- From: Mo McRoberts <mo.mcroberts@nexgenta.com>
- Date: Thu, 1 Sep 2011 15:56:04 +0100
- To: "Mays, David" <David_Mays@Comcast.com>
- Cc: "public-web-and-tv@w3.org" <public-web-and-tv@w3.org>
On 1 Sep 2011, at 15:37, Mays, David wrote: > What if the browser provided APIs that would allow a DRM vendor to > override the functionality of the <video> element? > > Today, if I put a URL pointing to a Smooth/PlayReady manifest into a > <video> element, the browser has no idea what to do. Not strictly true — JS can detect that the browser doesn't know what to do, and can examine the sources.
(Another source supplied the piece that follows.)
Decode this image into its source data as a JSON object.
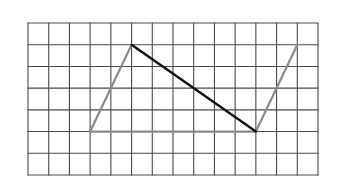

Responsibly-written <video> has handoff to Silverlight/Flash anyway, and the Javascript in question has an incredibly high likelihood of coming from the same place as the video itself so can be tailored to the situation. It strikes me that DRM issues are not in principle any different in handling to unknown wrapper formats or codecs. There's _already_ a mechanism — canPlayType() — which can accept any arbitrary MIME type and return a value indicating whether the UA believes it can play it or not (and later, if it attempts to, tell you whether it really did manage to). In short: why define a new API (or worse, set of APIs) when the existing mechanism does exactly what is required? There's nothing in any specs (that I'm aware of) which says the MIME type supplied has to be that matching the decrypted video — indeed, to the best of my knowledge, many “protected” formats are served up with a different MIME type to the unprotected format for reasons along these lines. Browsers will tell you _today_ that they can't play video/my-whizzy-drm-scheme because they can't, but if you register that type with IANA and persuade developers to build in support, then those APIs will start telling you that they can -- and this just so happens to be precisely what is needed for “DRM support in <video>” to be achieved. M.